Vocally this album was all McGuinn although Clarence and Gene did get the chance to record another version of "Nashville West" from their Bakersfield International days. Hyde",which was completed with further sessions during October and December. In early October the new four man line-up of the Byrds were back in Columbia Studios in Hollywood recording a new album, " Dr. The Byrds performed "You Ain't Goin' Nowhere" and "This Wheel's On Fire". The show was taped on September 28, 1968. One of the first public performances (or THE first!) with this line-up was at "Hugh Hefner's" Playboy After Dark TV-show. Firstly Kevin Kelley was fired and replaced on drums by Gene Parsons and by late September Chris Hillman had also left to form the Flying Burrito Brothers with Gram Parsons and John York took over on bass. In the space of the next couple of months The Byrds saw various changes.

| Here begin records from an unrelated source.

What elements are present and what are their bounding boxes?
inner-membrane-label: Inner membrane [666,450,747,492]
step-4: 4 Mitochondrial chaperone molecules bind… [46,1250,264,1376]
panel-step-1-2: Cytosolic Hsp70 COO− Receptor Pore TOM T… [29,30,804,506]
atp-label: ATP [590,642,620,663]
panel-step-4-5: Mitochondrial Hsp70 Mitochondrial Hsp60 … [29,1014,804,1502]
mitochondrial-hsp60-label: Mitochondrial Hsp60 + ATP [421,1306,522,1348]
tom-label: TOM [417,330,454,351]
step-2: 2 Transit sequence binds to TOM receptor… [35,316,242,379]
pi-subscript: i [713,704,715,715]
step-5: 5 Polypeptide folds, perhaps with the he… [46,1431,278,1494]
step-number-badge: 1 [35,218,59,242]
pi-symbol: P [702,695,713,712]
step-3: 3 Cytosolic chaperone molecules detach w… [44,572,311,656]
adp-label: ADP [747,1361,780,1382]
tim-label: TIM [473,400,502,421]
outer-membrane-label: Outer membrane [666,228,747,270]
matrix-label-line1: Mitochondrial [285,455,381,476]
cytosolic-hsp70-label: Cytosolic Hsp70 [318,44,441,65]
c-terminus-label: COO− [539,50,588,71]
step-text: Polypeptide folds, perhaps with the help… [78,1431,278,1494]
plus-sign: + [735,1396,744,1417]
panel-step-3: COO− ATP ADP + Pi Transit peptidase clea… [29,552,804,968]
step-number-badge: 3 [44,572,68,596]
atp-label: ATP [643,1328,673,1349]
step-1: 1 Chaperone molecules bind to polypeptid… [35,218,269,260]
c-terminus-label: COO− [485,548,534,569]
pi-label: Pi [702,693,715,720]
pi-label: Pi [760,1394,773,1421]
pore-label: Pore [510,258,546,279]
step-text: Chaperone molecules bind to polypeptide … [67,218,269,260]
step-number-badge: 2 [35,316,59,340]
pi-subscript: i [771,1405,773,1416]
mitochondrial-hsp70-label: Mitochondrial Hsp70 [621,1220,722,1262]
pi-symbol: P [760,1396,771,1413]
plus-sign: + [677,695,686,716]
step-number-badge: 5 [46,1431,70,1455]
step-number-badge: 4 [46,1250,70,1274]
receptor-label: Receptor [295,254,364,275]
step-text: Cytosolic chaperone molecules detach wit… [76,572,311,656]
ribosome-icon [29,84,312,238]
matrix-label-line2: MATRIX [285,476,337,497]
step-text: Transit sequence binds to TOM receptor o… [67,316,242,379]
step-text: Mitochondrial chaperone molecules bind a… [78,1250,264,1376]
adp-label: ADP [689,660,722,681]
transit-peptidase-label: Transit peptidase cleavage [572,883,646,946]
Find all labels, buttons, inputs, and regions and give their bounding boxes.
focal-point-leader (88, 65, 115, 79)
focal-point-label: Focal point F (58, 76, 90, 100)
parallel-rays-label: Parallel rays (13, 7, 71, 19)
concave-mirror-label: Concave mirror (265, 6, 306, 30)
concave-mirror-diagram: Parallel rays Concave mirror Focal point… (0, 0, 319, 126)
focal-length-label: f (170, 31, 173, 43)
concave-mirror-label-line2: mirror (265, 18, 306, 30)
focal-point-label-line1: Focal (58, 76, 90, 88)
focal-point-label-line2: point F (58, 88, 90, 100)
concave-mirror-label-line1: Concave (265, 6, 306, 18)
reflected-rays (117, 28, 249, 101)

The song "Louisiana Woman" with Clarence, Gib, Gene and John York was released on CD by "Big Beat" label on " Guilbeau & Parsons: Louisiana Rain". There were others that I don't recall at the moment." The song that sticks in my mind was called "Louisiana Woman".

On the northside of a group of offices called "Crossroads Of The World" on Sunset Boulevard. John York - still worked as a studio musician - remembers: " I remember doing some sessions with Clarence White, Gene Parsons and Gib Guilbeau in a studio in Hollywood in late 1968. In late 1968 Clarence was in a studio in Hollywood. The tour proved to be an artistic and financial disaster and on their return to the US with some shows already booked, Clarence White accepted an invitation from Chris Hillman to join the band full-time as replacement for Gram Parsons. In July 1968 The Byrds played a charity gig at the "Royal Albert Hall" in London and were due to start a tour of South Africa the next day, however on the morning of departure Gram Parsons told McGuinn he wouldn't tour and immediately left the band.